Glossary

MAC Clause

A material adverse change clause lets the buyer walk away from a signed deal if a defined adverse event affects the company between signing and closing.

Governance table visual showing a material adverse change clause, signing-to-closing timeline, and carve-out exception list.
Reference layer. Mechanisms under pressure.

Plain definition

What it means.

A material adverse change clause, often abbreviated as MAC or MAE for material adverse effect, is a contractual provision in a definitive purchase agreement. It defines a category of events that, if they occur between signing and closing, allow the buyer to terminate the deal without penalty.

Typical MAC definitions cover material declines in financial performance, regulatory actions, litigation events, loss of major customers, or other defined occurrences. The clause is heavily negotiated and usually includes carve-outs for general economic conditions, industry-wide events, and consequences of the deal itself.

A MAC clause is the buyer's exit ramp between signing and closing. The definition decides whether the ramp is a real exit or only a negotiating point.

What goes wrong

The failure pattern this term exists to prevent.

The walk that became a renegotiation

A MAC event happens. The buyer threatens to walk. The actual purpose is to reopen price. The seller learns that the threat to invoke MAC is more often a pressure event than a termination, and the agreement now becomes a price discussion under stress.

The pandemic that was not a MAC

A truly material event happens, like a pandemic, a market crash, or a regulatory change. The MAC carve-outs exclude general economic conditions. The buyer cannot invoke MAC to walk because the event affects everyone, not just the target. The clause did not do what the buyer assumed.

The MAC that triggered after closing

The agreement defines MAC events that can be claimed pre-closing. After closing, the same event would have to be addressed under the indemnification structure or the reps. The buyer discovers the event after closing and finds the MAC clause no longer applies.

The disclosure that defeated the MAC

The seller disclosed the underlying issue in the disclosure schedule. The MAC clause carves out events that were disclosed. The buyer cannot use the disclosed item to invoke MAC even if the consequence is significantly worse than expected.

Founder questions

The questions people actually ask.

What is a material adverse change clause? A MAC clause is a provision in a purchase agreement that defines events between signing and closing severe enough to allow the buyer to terminate the deal without penalty. Definitions vary by deal but generally cover material declines in financial performance, regulatory action, or major operational disruption.
How specific does a MAC clause have to be? More specific definitions favor the seller because they limit what the buyer can claim. Broader definitions favor the buyer. Most negotiated clauses include both general standards and explicit carve-outs for events the seller does not want included, like general economic or industry-wide changes.
When have MAC clauses actually allowed buyers to walk? Successful MAC walks are rare. Courts generally require the buyer to show a substantial, durable, and company-specific impact rather than a short-term or industry-wide one. Most MAC threats end as renegotiations rather than walks. The exceptions tend to involve clear, severe, and uncovered events.
How are MAC clauses different from termination rights? Termination rights are specific procedural exits defined in the agreement, like failure to obtain regulatory approval by a date. MAC clauses are a general standard. The two often work together: a termination right may require a MAC determination, and MAC events can trigger procedural termination rights elsewhere in the agreement.

If a MAC clause is forming or activating between signing and closing, that is a different conversation.

Bring the draft purchase agreement, the current state of the business, and the carve-outs as proposed.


* What you will do *
Only the lines from the one containing "Describe the element at coordinates (114, 95)" through the one containing "Find the location" should be printed, exactly as they appear below, with both ends included.

* Given records *
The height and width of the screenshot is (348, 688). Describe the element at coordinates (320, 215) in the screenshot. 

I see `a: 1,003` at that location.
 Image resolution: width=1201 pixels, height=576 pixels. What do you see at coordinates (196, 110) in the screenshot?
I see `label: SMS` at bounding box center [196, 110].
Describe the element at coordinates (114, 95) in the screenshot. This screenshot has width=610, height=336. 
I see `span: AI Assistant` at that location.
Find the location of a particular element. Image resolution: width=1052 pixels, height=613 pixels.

* * *

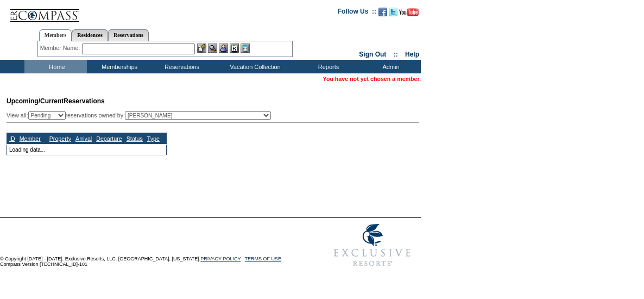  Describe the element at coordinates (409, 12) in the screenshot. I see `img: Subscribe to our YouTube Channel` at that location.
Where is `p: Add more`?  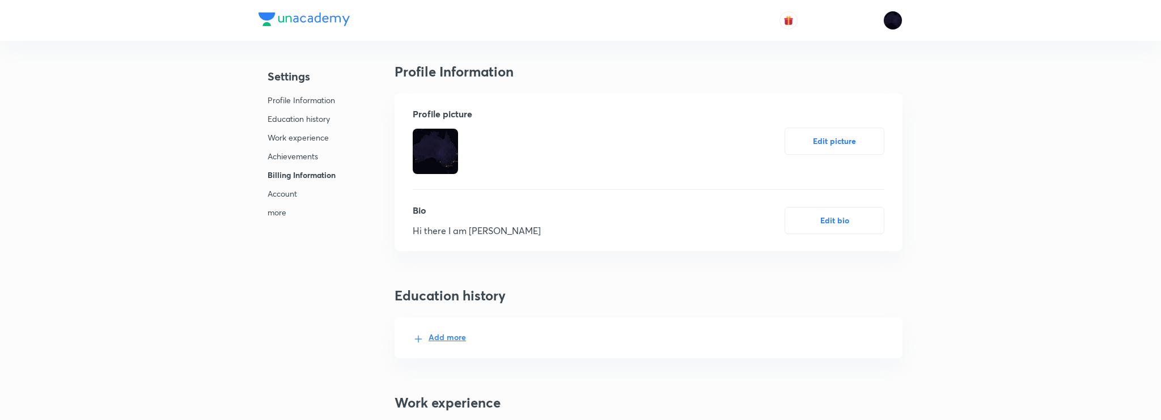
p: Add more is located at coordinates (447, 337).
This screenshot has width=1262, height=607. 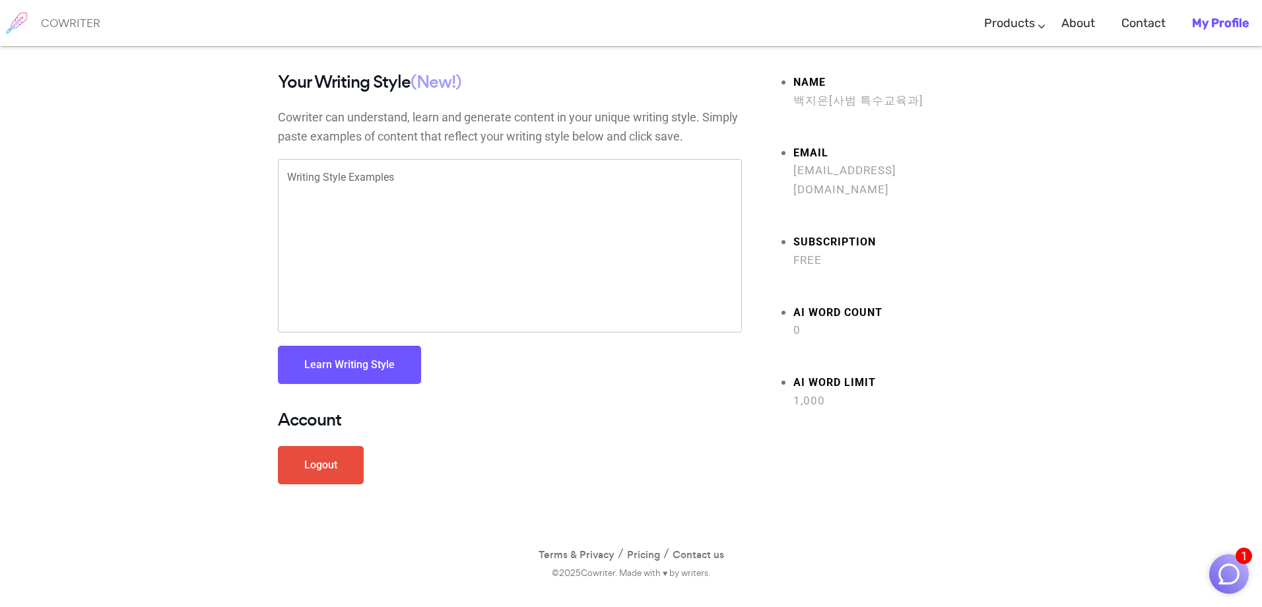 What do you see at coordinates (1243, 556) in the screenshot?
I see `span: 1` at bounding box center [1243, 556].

* Your solution *
Describe the element at coordinates (114, 95) in the screenshot. This screenshot has width=610, height=336. 
I see `span: AI Assistant` at that location.
Find the location of a particular element. Image resolution: width=1052 pixels, height=613 pixels.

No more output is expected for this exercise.